Mindfulness
Mindfulness-Based Stress Reduction (MBSR) has been a supplement to medical treatment since 1979 when Jon Kabat-Zinn introduced the practice at the University of Massachusetts Medical Center. Over the years it has been used for a seemingly endless range of medical conditions including heart disease, diabetes, fibromyalgia, and psoriasis. It has been applied to the sports world, the workplace, and the battlefield! I have not studied with Dr. Kabat-Zinn, but for the past twenty years, as an intervention for stress reduction, I have been using the original Buddhist meditation technique in my practice with considerable success.
When you are mindful of your feelings and can observe them rather than being caught up in them, their effect on you is minimized and the anxiety associated with them is reduced. Your awareness is focused on what is, rather than what is projected. With the emotional ‘charge’ absent, your reaction to an event – how you feel about it – doesn’t have to be viewed as evidence of what is good or bad, right or wrong, or happy or sad. Observation gives you distance and allows you to disengage; allows you to be in the present moment.
Take the feeling of sadness as an example. In English we say, I am sad, as if our very being is possessed by the feeling. When you are absorbed into your sadness the feeling becomes confused with your very selfhood as if it describes who you are. It’s easier to make this clear by comparing it to the Spanish translation of feeling sad. In Spanish, it is Yo tengo triste, translated literally as, I havesadness. In essence you are holding the feeling rather than possessed by it; it’s no longer necessary to stay “stuck” with your feeling in order to validate it. The point is, you are not your feelings!
“Wait a moment,” clients often protest, “when I’m feeling rage or hopelessness, isn’t that me?” Initially, I probably confuse them further by answering “Yes” and “No”. Yes, to the extent that feelings are “real” in that they are emotions expressed as “energy in motion.” And No to the assumption that feelings are True or False verdicts on the fundamental nature of reality itself.
I guide clients to a state of mindfulness by having them focus on their breath and the sound of my words. By doing so they become witness to their thoughts and feelings, not at the mercy of them. Said in simple terms, when you see it, you’re not it. By just being mindful, holding a feeling at arm’s length, watching it, so to speak, you can choose to change it or not to have it any longer.
It’s this understanding that enables people to learn to live with emotions they might otherwise find intolerable. Seeing emotion as an entity both part of you yet separate from you helps one to realize that painful feelings are not by themselves devastating. By being mindful of the pain, we can see beyond it, see the totality of who we are. Our feelings are put in proper context, our focus shifts to what matters: awareness of our true, inner values, empowered to live a meaningful, committed life.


§ **What to produce**: Leaving out the pictures, transcribe all of the records faithfully.

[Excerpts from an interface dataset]

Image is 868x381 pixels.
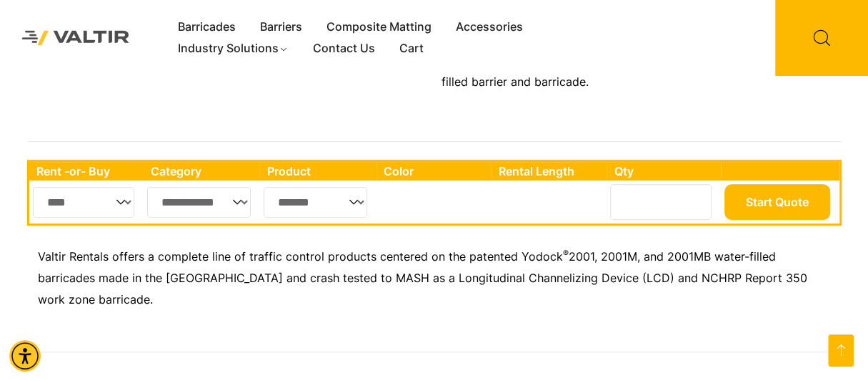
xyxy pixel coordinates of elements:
sup: ® [563,248,569,258]
input: Number [610,184,712,219]
span: Valtir Rentals offers a complete line of traffic control products centered on the patented Yodock [38,249,563,264]
a: Accessories [444,17,535,38]
th: Rental Length [491,162,606,180]
th: Qty [606,162,720,180]
a: Go to top [828,334,854,366]
a: Industry Solutions [166,38,301,59]
img: Valtir Rentals [10,19,141,57]
select: Single select [33,187,135,217]
select: Single select [263,187,368,217]
span: 2001, 2001M, and 2001MB water-filled barricades made in the [GEOGRAPHIC_DATA] and crash tested to... [38,249,807,306]
select: Single select [147,187,251,217]
a: Composite Matting [315,17,444,38]
th: Color [376,162,492,180]
a: Contact Us [301,38,388,59]
a: Cart [388,38,436,59]
div: Accessibility Menu [10,340,41,371]
button: Start Quote [725,184,831,219]
a: Barriers [248,17,315,38]
th: Product [260,162,376,180]
th: Category [143,162,261,180]
a: Barricades [166,17,248,38]
th: Rent -or- Buy [30,162,143,180]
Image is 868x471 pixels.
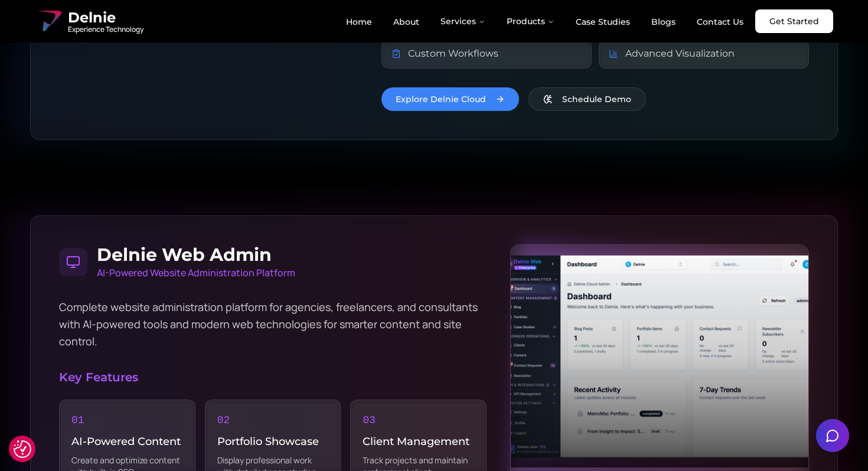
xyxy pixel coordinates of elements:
p: AI-Powered Website Administration Platform [97,266,295,280]
button: Open chat [815,419,849,452]
img: Delnie Logo [34,7,63,35]
button: Explore Delnie Cloud [381,87,519,111]
span: 0 2 [217,412,329,429]
a: About [384,11,429,32]
nav: Main [337,10,752,34]
button: Products [497,10,564,34]
p: Complete website administration platform for agencies, freelancers, and consultants with AI-power... [59,299,486,350]
h6: AI-Powered Content [72,434,183,450]
a: Contact Us [687,11,752,32]
span: Delnie [68,9,144,27]
a: Blogs [641,11,684,32]
span: Custom Workflows [408,47,499,61]
a: Home [337,11,381,32]
h6: Portfolio Showcase [217,434,329,450]
a: Case Studies [566,11,639,32]
img: Revisit consent button [13,440,32,459]
button: Cookie Settings [13,440,32,459]
a: Get Started [755,10,833,34]
button: Schedule Demo [528,87,646,111]
span: Advanced Visualization [625,47,734,61]
span: 0 1 [72,412,183,429]
span: Experience Technology [68,25,144,34]
h4: Delnie Web Admin [97,244,295,266]
span: 0 3 [363,412,474,429]
h6: Client Management [363,434,474,450]
button: Services [431,10,495,34]
h5: Key Features [59,369,486,386]
a: Delnie Logo Full [34,7,144,35]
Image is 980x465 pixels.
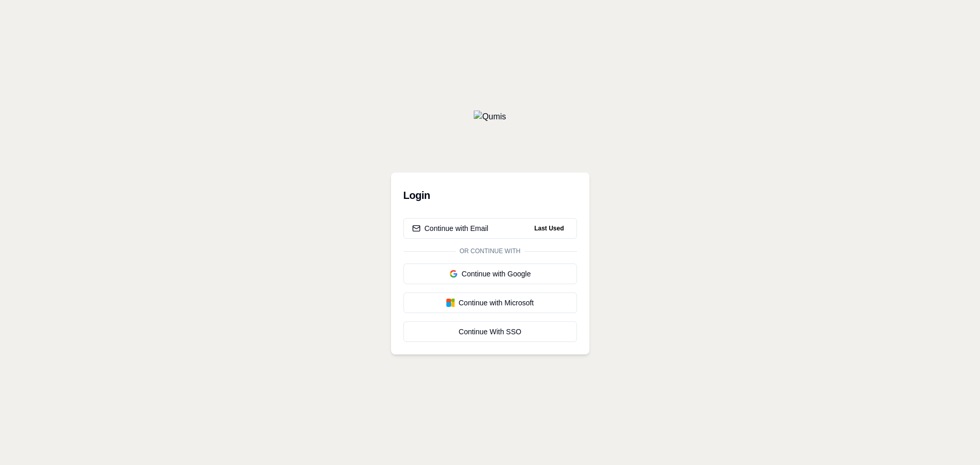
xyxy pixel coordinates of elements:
button: Continue with EmailLast Used [403,218,577,239]
div: Continue with Email [412,223,489,233]
button: Continue with Microsoft [403,292,577,313]
a: Continue With SSO [403,321,577,342]
img: Qumis [474,110,505,123]
div: Continue with Microsoft [412,298,568,308]
h3: Login [403,185,577,205]
div: Continue with Google [412,268,568,279]
div: Continue With SSO [412,326,568,337]
button: Continue with Google [403,263,577,284]
span: Or continue with [455,247,525,256]
span: Last Used [530,222,567,234]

§ **Exercise response**:
Image is 868x381 pixels.
xyxy pixel coordinates of elements:
sup: ® [563,248,569,258]
input: Number [610,184,712,219]
span: Valtir Rentals offers a complete line of traffic control products centered on the patented Yodock [38,249,563,264]
a: Accessories [444,17,535,38]
th: Rental Length [491,162,606,180]
th: Qty [606,162,720,180]
a: Go to top [828,334,854,366]
a: Industry Solutions [166,38,301,59]
img: Valtir Rentals [10,19,141,57]
select: Single select [33,187,135,217]
select: Single select [263,187,368,217]
span: 2001, 2001M, and 2001MB water-filled barricades made in the [GEOGRAPHIC_DATA] and crash tested to... [38,249,807,306]
select: Single select [147,187,251,217]
a: Composite Matting [315,17,444,38]
th: Color [376,162,492,180]
a: Contact Us [301,38,388,59]
a: Cart [388,38,436,59]
div: Accessibility Menu [10,340,41,371]
button: Start Quote [725,184,831,219]
a: Barriers [248,17,315,38]
th: Product [260,162,376,180]
th: Category [143,162,261,180]
a: Barricades [166,17,248,38]
th: Rent -or- Buy [30,162,143,180]
Image is 868x471 pixels.
xyxy pixel coordinates of elements:
p: AI-Powered Website Administration Platform [97,266,295,280]
button: Open chat [815,419,849,452]
img: Delnie Logo [34,7,63,35]
button: Explore Delnie Cloud [381,87,519,111]
span: 0 2 [217,412,329,429]
a: About [384,11,429,32]
nav: Main [337,10,752,34]
button: Products [497,10,564,34]
p: Complete website administration platform for agencies, freelancers, and consultants with AI-power... [59,299,486,350]
h6: AI-Powered Content [72,434,183,450]
a: Contact Us [687,11,752,32]
span: Delnie [68,9,144,27]
a: Blogs [641,11,684,32]
span: Custom Workflows [408,47,499,61]
a: Home [337,11,381,32]
h6: Portfolio Showcase [217,434,329,450]
a: Case Studies [566,11,639,32]
img: Revisit consent button [13,440,32,459]
button: Cookie Settings [13,440,32,459]
a: Get Started [755,10,833,34]
button: Schedule Demo [528,87,646,111]
span: Advanced Visualization [625,47,734,61]
span: 0 1 [72,412,183,429]
span: Experience Technology [68,25,144,34]
h4: Delnie Web Admin [97,244,295,266]
span: 0 3 [363,412,474,429]
h6: Client Management [363,434,474,450]
button: Services [431,10,495,34]
h5: Key Features [59,369,486,386]
a: Delnie Logo Full [34,7,144,35]
Image is 980x465 pixels.
xyxy pixel coordinates of elements:
button: Continue with EmailLast Used [403,218,577,239]
div: Continue with Email [412,223,489,233]
button: Continue with Microsoft [403,292,577,313]
a: Continue With SSO [403,321,577,342]
img: Qumis [474,110,505,123]
div: Continue with Microsoft [412,298,568,308]
h3: Login [403,185,577,205]
div: Continue with Google [412,268,568,279]
div: Continue With SSO [412,326,568,337]
button: Continue with Google [403,263,577,284]
span: Or continue with [455,247,525,256]
span: Last Used [530,222,567,234]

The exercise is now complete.